Microsoft: Let's Make A Deal
Microsoft submitted a formal offer Wednesday for settling its antitrust case. One state attorney general dismissed it as "a small offer" that wasn't adequate.
In New York, Microsoft's billionaire chairman, Bill Gates, said he wants to reach a compromise, but claimed it was "a little hard to speculate" whether a deal is likely.
"We'd love to settle the thing," said Gates, who travels Thursday to Washington to promote his new book. "If there's any reasonable way to settle this thing that preserves our ability to make Windows a better product, to keep supporting the Internet more and more, then we'd love to do that."
California Attorney General Bill Lockyer, who discussed Microsoft's proposal with Iowa Attorney General Tom Miller, described it as "a minimalist opening offer. It was far from what anyone in our group would expect to be adequate." Lockyer hasn't yet read the settlement himself, and a spokesman for Miller declined to comment.
The Justice Department also declined to comment on Microsoft's proposal, which, according to sources close to the case, was sent to both the federal government and the 19 states suing the software giant.
Antitrust experts believe any settlement is unlikely because the sides remain far apart on core issues after almost five months of acrimonious courtroom fighting. The trial is tentatively scheduled to resume April 12, but both sides consider themselves under orders from the judge to explore a settlement.
The government faces genuine risks as it sits across the table from the technology industry's most famous titan. Gates, who played chess on some of the earliest computers in middle-school, was thinking moves ahead of government lawyers in a previous court fight years ago.
Microsoft then proposed agreeing to never require customers of its popular Windows software to also buy any of its other products. But the company's lawyers also considered adding a provision that Microsoft would never be blocked from "developing integrated products which offer technological advantages."
Gates bristled after reviewing a draft the night before negotiations resumed. He ordered his lawyers to remove the last four words, a subtle change that would return to haunt the government.
Justice accepted the provision as part of a 1995 consent decree, and Microsoft later claimed the language allowed it to bundle its Internet software into its Windows operating system - a core complaint in the government's current antitrust case.
"He signed one consent decree with the government, he thought he had negotiated a loophole and all of a sudden the government is suing him over it," Marc Schildkraut, a former Federal Trade Commission official who negotiated with Microsoft in the early 1990s, said of Gates. "His experience with the government probably from his perspective isn't a good one."
Microsoft, whose software rus roughly 90 percent of the world's personal computers, has indicated that it would consider changing some of its most controversial agreements with the nation's computer makers and Internet providers.
But it won't accept restrictions on what new features it can add to its Windows software, echoing Gates' insistence during the 1994 negotiations.
The government alleges that Microsoft uses its market dominance to maintain its monopoly power and to extend its influence into emerging areas of technology. It established the popularity of its Internet browser after bundling it with Windows.
"There are a few key principles at stake," Gates said Wednesday. "Our ability to innovate our product, our ability to support the Internet in the right way and to have integrity in our Windows product."
An effort to reach a compromise last May broke down, and Microsoft already has started to formulate plans to appeal a trial verdict.
"The problem is, once you've gone to war, it's hard to call a truce and walk away," said Robert Litan, a former senior Justice official who helped negotiate the 1995 consent decree.
Past talks offer some insight: The atmosphere is typically civil, although Gates' infamous temper has been known to flare.
In meetings years ago with the FTC, Gates told Commissioner Dennis Yao that his ideas were communistic. When he met with Mary Lou Steptoe, then head of the FTC's Bureau of Competition, he called her "stupid."
Microsoft's top lawyer, William Neukom, usually leads the negotiations. But Gates isn't far off.
"Gates will be very much plugged into the negotiations, either directly by phone or with Microsoft attorneys preparing to another room and conversing with Gates and coming back," Litan said.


Assignment:
How many of the lines below hold the string "screenshot"? Say only the number.

(Beginning of Information shown)

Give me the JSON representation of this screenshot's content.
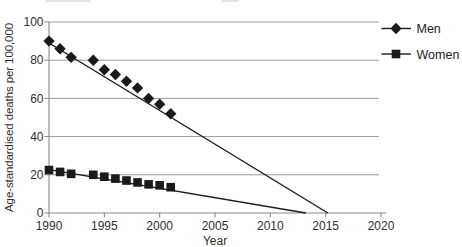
{
  "colors": {
    "grid": "#9b9b9b",
    "axis": "#8a8a8a",
    "text": "#2f2f2f",
    "series": "#1a1a1a",
    "background": "#ffffff"
  },
  "chart_data": {
    "type": "line",
    "title": "",
    "xlabel": "Year",
    "ylabel": "Age-standardised deaths per 100,000",
    "xlim": [
      1990,
      2020
    ],
    "ylim": [
      0,
      100
    ],
    "x_ticks": [
      1990,
      1995,
      2000,
      2005,
      2010,
      2015,
      2020
    ],
    "y_ticks": [
      0,
      20,
      40,
      60,
      80,
      100
    ],
    "grid": "horizontal",
    "legend_position": "top-right",
    "series": [
      {
        "name": "Men",
        "marker": "diamond",
        "color": "#1a1a1a",
        "x": [
          1990,
          1991,
          1992,
          1994,
          1995,
          1996,
          1997,
          1998,
          1999,
          2000,
          2001
        ],
        "values": [
          90,
          86,
          81.5,
          80,
          75,
          72.5,
          69,
          65.5,
          60,
          57,
          52
        ],
        "trend_line": {
          "from": [
            1990,
            89
          ],
          "to": [
            2015.2,
            0
          ]
        }
      },
      {
        "name": "Women",
        "marker": "square",
        "color": "#1a1a1a",
        "x": [
          1990,
          1991,
          1992,
          1994,
          1995,
          1996,
          1997,
          1998,
          1999,
          2000,
          2001
        ],
        "values": [
          22.5,
          21.5,
          20.5,
          20,
          19,
          18,
          17,
          16,
          15,
          14.5,
          13.5
        ],
        "trend_line": {
          "from": [
            1990,
            22.7
          ],
          "to": [
            2013.2,
            0
          ]
        }
      }
    ]
  }
}
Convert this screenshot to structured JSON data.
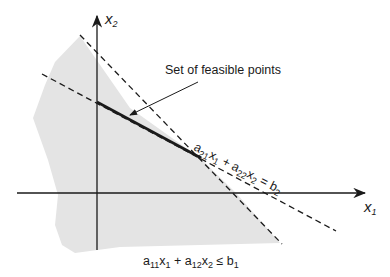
{
  "diagram": {
    "axes": {
      "x1_label": "x",
      "x1_sub": "1",
      "x2_label": "x",
      "x2_sub": "2"
    },
    "annotation": {
      "feasible_label": "Set of feasible points"
    },
    "constraints": {
      "equality": {
        "a": "a",
        "a_sub": "21",
        "x1": "x",
        "x1_sub": "1",
        "plus": " + ",
        "b": "a",
        "b_sub": "22",
        "x2": "x",
        "x2_sub": "2",
        "rel": " = ",
        "rhs": "b",
        "rhs_sub": "2"
      },
      "inequality": {
        "a": "a",
        "a_sub": "11",
        "x1": "x",
        "x1_sub": "1",
        "plus": " + ",
        "b": "a",
        "b_sub": "12",
        "x2": "x",
        "x2_sub": "2",
        "rel": " ≤ ",
        "rhs": "b",
        "rhs_sub": "1"
      }
    },
    "colors": {
      "shade": "#e4e4e4",
      "ink": "#1a1a1a"
    }
  }
}
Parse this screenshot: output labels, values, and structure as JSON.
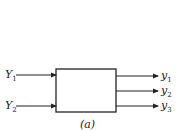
{
  "diagram": {
    "inputs": [
      {
        "symbol": "Y",
        "sub": "1"
      },
      {
        "symbol": "Y",
        "sub": "2"
      }
    ],
    "outputs": [
      {
        "symbol": "y",
        "sub": "1"
      },
      {
        "symbol": "y",
        "sub": "2"
      },
      {
        "symbol": "y",
        "sub": "3"
      }
    ],
    "caption": "(a)"
  }
}
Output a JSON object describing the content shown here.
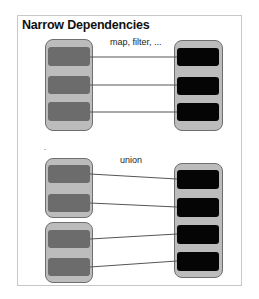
{
  "title": "Narrow Dependencies",
  "sections": [
    {
      "label": "map, filter, ..."
    },
    {
      "label": "union"
    }
  ],
  "colors": {
    "frame_border": "#c8c8c8",
    "outer_fill": "#bcbcbc",
    "outer_border": "#6f6f6f",
    "source_partition": "#6c6c6c",
    "target_partition": "#050505",
    "line": "#555555"
  }
}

(End of Information shown)

Expected answer:
3